On April 24, 2021, we lost Katherine B. Aaslestad, pioneer in the social and political history of the Napoleonic era, to ovarian cancer. She was a professor of history at West Virginia University and an essential member of the Central European History Society, the German Studies Association, and the Consortium on the Revolutionary Era.
Katherine was born in Pennsylvania, but she considered Louisiana her childhood home. That was where that she learned to appreciate the personal and global consequences of warfare from her paternal grandfather, a Norwegian sea captain who served in the US merchant marine during the Second World War. His life and travels intrigued her and propelled her toward a history major at Mary Washington College (now the University of Mary Washington), where she also began to study modern dance. Only three years later, she was accepted at the Martha Graham School of Contemporary Dance in New York City; she earned a teaching certificate there and then returned to Mary Washington to complete her BA in 1985. While a graduate student at the University of Illinois at Urbana-Champaign, she continued to work as a professional dancer, partly to subsidize her studies.
At Illinois, Katherine studied with both modernists and early modernists. Although she must have been one of the few women interested in the history of warfare, her teachers recognized her promise and today still remember her and her young family fondly. One of the last pieces Katherine wrote was a Perspectives In Memoriam for Paul Schroeder; although grievously ill, she was determined to pay tribute to her beloved mentor.
Completed in 1997 and based on research in Germany, Denmark, and France, Katherine’s dissertation focused on the lived experience of the Napoleonic wars in the crucial port city of Hamburg. Two additional summers of research and much more reading transformed her dissertation into her book, Place and Politics:Local Identity, Civic Culture, and German Nationalism in North Germany during the Revolutionary Era (Brill, 2005), a richly textured study of this “free” imperial city and its male and female inhabitants’ response to the wars. Together with Karen Hagemann, Katherine helped to pioneer the integration of gender studies into Napoleonic history. Throughout her career, as the co-editor of several journal issues and books, as a board member of the Consortium on the Revolutionary Era, and as co-director of the German Studies Association’s War and Violence Network, she promoted new approaches to military history. Able to read Danish and Norwegian, she was also instrumental in connecting Scandinavian, European, and American historians of the period.
At the time of her cancer diagnosis in the spring of 2019, Katherine was engaged in what would have been a career-crowning achievement, a book project titled After the Wars: German Central Europe after Napoleonic Conquest, 1815–1840. Pathbreaking in conception, this book would have treated the long-term memory and consequences of the wars for individual families and localities, as well as for the German Confederation as a whole. After years of collecting materials, including caricatures and popular memorabilia, Katherine was readying herself to write. It is one of the many tragedies surrounding her death that her National Endowment for the Humanities fellowship for 2020–21 came too late for her to complete what would have been a field-changing book about an era so often passed over in the rush to get to the revolutions of 1848.
In 2017, West Virginia University named Katherine a Benedum Distinguished Scholar, but her legacy there was chiefly in the many students to whom she devoted herself wholeheartedly. Those who knew her remember that every conversation with Katherine turned quickly to teaching and mentoring; she advocated ceaselessly for her students, many of whom came from rural and poor backgrounds. We will also remember her for her passionate environmentalism; her dedication to her husband, John Lambertson, and children, Morgan, Alaine, and Rafe; and her joyous, room-brightening smile.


# REQUIREMENT:
Reproduce the entries exactly and omit the pictures.

·····

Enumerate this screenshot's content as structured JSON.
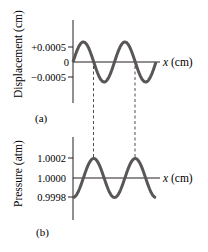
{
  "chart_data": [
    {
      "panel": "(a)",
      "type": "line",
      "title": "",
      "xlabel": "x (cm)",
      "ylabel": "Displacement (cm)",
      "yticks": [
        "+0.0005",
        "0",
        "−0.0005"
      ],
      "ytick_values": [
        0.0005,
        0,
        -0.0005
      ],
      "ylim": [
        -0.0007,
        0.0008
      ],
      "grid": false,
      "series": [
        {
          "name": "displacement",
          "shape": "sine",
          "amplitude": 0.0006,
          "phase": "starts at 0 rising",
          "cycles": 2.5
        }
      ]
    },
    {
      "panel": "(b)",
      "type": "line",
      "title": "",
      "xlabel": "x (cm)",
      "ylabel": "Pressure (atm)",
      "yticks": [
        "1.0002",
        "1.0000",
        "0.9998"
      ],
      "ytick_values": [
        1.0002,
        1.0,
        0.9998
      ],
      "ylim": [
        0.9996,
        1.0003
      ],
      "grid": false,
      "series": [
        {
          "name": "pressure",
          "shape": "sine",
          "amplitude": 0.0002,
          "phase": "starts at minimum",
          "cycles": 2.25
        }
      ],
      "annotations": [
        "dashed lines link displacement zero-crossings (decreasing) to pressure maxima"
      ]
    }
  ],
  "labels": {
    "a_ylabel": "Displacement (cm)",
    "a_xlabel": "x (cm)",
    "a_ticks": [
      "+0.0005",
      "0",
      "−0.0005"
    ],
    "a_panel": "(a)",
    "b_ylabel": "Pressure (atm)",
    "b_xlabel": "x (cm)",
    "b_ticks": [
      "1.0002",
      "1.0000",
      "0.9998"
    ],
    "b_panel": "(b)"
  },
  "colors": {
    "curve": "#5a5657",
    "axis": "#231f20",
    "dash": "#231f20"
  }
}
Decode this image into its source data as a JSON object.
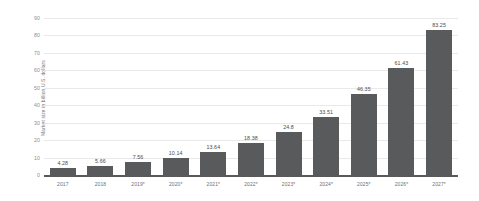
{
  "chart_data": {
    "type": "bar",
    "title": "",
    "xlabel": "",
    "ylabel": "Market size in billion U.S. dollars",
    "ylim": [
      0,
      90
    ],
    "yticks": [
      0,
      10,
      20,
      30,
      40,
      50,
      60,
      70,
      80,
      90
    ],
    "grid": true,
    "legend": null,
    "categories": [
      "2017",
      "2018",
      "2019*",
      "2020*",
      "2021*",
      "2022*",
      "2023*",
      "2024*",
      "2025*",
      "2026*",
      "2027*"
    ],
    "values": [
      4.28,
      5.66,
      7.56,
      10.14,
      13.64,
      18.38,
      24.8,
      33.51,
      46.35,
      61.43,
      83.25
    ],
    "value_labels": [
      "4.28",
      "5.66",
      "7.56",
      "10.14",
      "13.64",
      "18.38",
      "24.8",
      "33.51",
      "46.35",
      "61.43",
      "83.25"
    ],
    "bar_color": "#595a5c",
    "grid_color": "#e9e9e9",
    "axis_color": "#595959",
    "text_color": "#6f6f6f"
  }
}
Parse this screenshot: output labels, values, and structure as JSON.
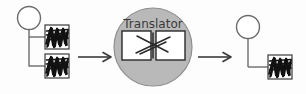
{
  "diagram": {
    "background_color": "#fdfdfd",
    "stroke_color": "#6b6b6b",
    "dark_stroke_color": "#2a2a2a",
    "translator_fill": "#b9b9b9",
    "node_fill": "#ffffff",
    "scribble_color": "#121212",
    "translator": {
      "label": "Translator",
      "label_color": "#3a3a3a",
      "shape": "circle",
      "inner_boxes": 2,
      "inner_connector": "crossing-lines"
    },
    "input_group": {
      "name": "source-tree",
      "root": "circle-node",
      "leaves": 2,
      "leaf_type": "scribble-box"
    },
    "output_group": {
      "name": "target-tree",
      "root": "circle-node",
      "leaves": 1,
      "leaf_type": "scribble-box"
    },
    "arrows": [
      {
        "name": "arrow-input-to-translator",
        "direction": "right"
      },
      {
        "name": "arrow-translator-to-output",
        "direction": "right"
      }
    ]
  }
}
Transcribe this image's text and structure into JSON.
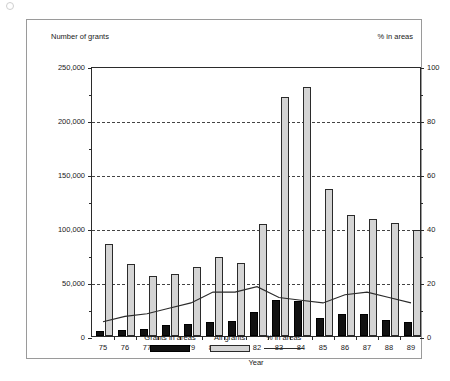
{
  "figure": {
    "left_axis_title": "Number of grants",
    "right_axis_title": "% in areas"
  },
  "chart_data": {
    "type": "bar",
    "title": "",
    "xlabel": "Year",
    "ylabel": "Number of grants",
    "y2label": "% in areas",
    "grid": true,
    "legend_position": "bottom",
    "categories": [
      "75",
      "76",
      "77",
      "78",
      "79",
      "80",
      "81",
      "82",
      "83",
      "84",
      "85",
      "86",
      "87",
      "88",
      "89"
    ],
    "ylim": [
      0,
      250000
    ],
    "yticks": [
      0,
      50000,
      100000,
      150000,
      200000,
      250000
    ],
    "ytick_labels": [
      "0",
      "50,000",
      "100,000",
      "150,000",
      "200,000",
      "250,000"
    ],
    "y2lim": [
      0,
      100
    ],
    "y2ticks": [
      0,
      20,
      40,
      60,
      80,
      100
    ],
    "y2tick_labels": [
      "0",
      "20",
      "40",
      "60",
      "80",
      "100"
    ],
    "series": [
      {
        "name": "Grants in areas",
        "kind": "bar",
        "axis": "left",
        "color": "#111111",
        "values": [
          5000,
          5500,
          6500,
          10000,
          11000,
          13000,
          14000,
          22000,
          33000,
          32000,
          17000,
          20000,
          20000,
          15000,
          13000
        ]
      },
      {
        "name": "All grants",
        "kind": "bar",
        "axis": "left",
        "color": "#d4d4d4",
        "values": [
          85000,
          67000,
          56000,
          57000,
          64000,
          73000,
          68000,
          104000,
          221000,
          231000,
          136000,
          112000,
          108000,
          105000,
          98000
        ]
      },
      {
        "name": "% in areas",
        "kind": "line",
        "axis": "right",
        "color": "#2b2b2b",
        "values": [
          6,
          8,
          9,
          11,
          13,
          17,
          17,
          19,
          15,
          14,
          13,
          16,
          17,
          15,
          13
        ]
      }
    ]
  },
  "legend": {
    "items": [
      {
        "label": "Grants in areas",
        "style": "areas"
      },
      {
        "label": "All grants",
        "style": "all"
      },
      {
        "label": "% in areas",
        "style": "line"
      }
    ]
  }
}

·····

# ANSWER SECTION:
Enumerate this screenshot's content as structured JSON.
{
  "chart_data": [
    {
      "panel": "(a)",
      "type": "line",
      "title": "",
      "xlabel": "x (cm)",
      "ylabel": "Displacement (cm)",
      "yticks": [
        "+0.0005",
        "0",
        "−0.0005"
      ],
      "ytick_values": [
        0.0005,
        0,
        -0.0005
      ],
      "ylim": [
        -0.0007,
        0.0008
      ],
      "grid": false,
      "series": [
        {
          "name": "displacement",
          "shape": "sine",
          "amplitude": 0.0006,
          "phase": "starts at 0 rising",
          "cycles": 2.5
        }
      ]
    },
    {
      "panel": "(b)",
      "type": "line",
      "title": "",
      "xlabel": "x (cm)",
      "ylabel": "Pressure (atm)",
      "yticks": [
        "1.0002",
        "1.0000",
        "0.9998"
      ],
      "ytick_values": [
        1.0002,
        1.0,
        0.9998
      ],
      "ylim": [
        0.9996,
        1.0003
      ],
      "grid": false,
      "series": [
        {
          "name": "pressure",
          "shape": "sine",
          "amplitude": 0.0002,
          "phase": "starts at minimum",
          "cycles": 2.25
        }
      ],
      "annotations": [
        "dashed lines link displacement zero-crossings (decreasing) to pressure maxima"
      ]
    }
  ],
  "labels": {
    "a_ylabel": "Displacement (cm)",
    "a_xlabel": "x (cm)",
    "a_ticks": [
      "+0.0005",
      "0",
      "−0.0005"
    ],
    "a_panel": "(a)",
    "b_ylabel": "Pressure (atm)",
    "b_xlabel": "x (cm)",
    "b_ticks": [
      "1.0002",
      "1.0000",
      "0.9998"
    ],
    "b_panel": "(b)"
  },
  "colors": {
    "curve": "#5a5657",
    "axis": "#231f20",
    "dash": "#231f20"
  }
}
Decode this image into its source data as a JSON object.
{
  "chart_data": {
    "type": "bar",
    "title": "",
    "xlabel": "",
    "ylabel": "Market size in billion U.S. dollars",
    "ylim": [
      0,
      90
    ],
    "yticks": [
      0,
      10,
      20,
      30,
      40,
      50,
      60,
      70,
      80,
      90
    ],
    "grid": true,
    "legend": null,
    "categories": [
      "2017",
      "2018",
      "2019*",
      "2020*",
      "2021*",
      "2022*",
      "2023*",
      "2024*",
      "2025*",
      "2026*",
      "2027*"
    ],
    "values": [
      4.28,
      5.66,
      7.56,
      10.14,
      13.64,
      18.38,
      24.8,
      33.51,
      46.35,
      61.43,
      83.25
    ],
    "value_labels": [
      "4.28",
      "5.66",
      "7.56",
      "10.14",
      "13.64",
      "18.38",
      "24.8",
      "33.51",
      "46.35",
      "61.43",
      "83.25"
    ],
    "bar_color": "#595a5c",
    "grid_color": "#e9e9e9",
    "axis_color": "#595959",
    "text_color": "#6f6f6f"
  }
}
Parse this screenshot: output labels, values, and structure as JSON.
{
  "diagram": {
    "background_color": "#fdfdfd",
    "stroke_color": "#6b6b6b",
    "dark_stroke_color": "#2a2a2a",
    "translator_fill": "#b9b9b9",
    "node_fill": "#ffffff",
    "scribble_color": "#121212",
    "translator": {
      "label": "Translator",
      "label_color": "#3a3a3a",
      "shape": "circle",
      "inner_boxes": 2,
      "inner_connector": "crossing-lines"
    },
    "input_group": {
      "name": "source-tree",
      "root": "circle-node",
      "leaves": 2,
      "leaf_type": "scribble-box"
    },
    "output_group": {
      "name": "target-tree",
      "root": "circle-node",
      "leaves": 1,
      "leaf_type": "scribble-box"
    },
    "arrows": [
      {
        "name": "arrow-input-to-translator",
        "direction": "right"
      },
      {
        "name": "arrow-translator-to-output",
        "direction": "right"
      }
    ]
  }
}
Transcribe this image's text and structure into JSON.
{
  "figure": {
    "left_axis_title": "Number of grants",
    "right_axis_title": "% in areas"
  },
  "chart_data": {
    "type": "bar",
    "title": "",
    "xlabel": "Year",
    "ylabel": "Number of grants",
    "y2label": "% in areas",
    "grid": true,
    "legend_position": "bottom",
    "categories": [
      "75",
      "76",
      "77",
      "78",
      "79",
      "80",
      "81",
      "82",
      "83",
      "84",
      "85",
      "86",
      "87",
      "88",
      "89"
    ],
    "ylim": [
      0,
      250000
    ],
    "yticks": [
      0,
      50000,
      100000,
      150000,
      200000,
      250000
    ],
    "ytick_labels": [
      "0",
      "50,000",
      "100,000",
      "150,000",
      "200,000",
      "250,000"
    ],
    "y2lim": [
      0,
      100
    ],
    "y2ticks": [
      0,
      20,
      40,
      60,
      80,
      100
    ],
    "y2tick_labels": [
      "0",
      "20",
      "40",
      "60",
      "80",
      "100"
    ],
    "series": [
      {
        "name": "Grants in areas",
        "kind": "bar",
        "axis": "left",
        "color": "#111111",
        "values": [
          5000,
          5500,
          6500,
          10000,
          11000,
          13000,
          14000,
          22000,
          33000,
          32000,
          17000,
          20000,
          20000,
          15000,
          13000
        ]
      },
      {
        "name": "All grants",
        "kind": "bar",
        "axis": "left",
        "color": "#d4d4d4",
        "values": [
          85000,
          67000,
          56000,
          57000,
          64000,
          73000,
          68000,
          104000,
          221000,
          231000,
          136000,
          112000,
          108000,
          105000,
          98000
        ]
      },
      {
        "name": "% in areas",
        "kind": "line",
        "axis": "right",
        "color": "#2b2b2b",
        "values": [
          6,
          8,
          9,
          11,
          13,
          17,
          17,
          19,
          15,
          14,
          13,
          16,
          17,
          15,
          13
        ]
      }
    ]
  },
  "legend": {
    "items": [
      {
        "label": "Grants in areas",
        "style": "areas"
      },
      {
        "label": "All grants",
        "style": "all"
      },
      {
        "label": "% in areas",
        "style": "line"
      }
    ]
  }
}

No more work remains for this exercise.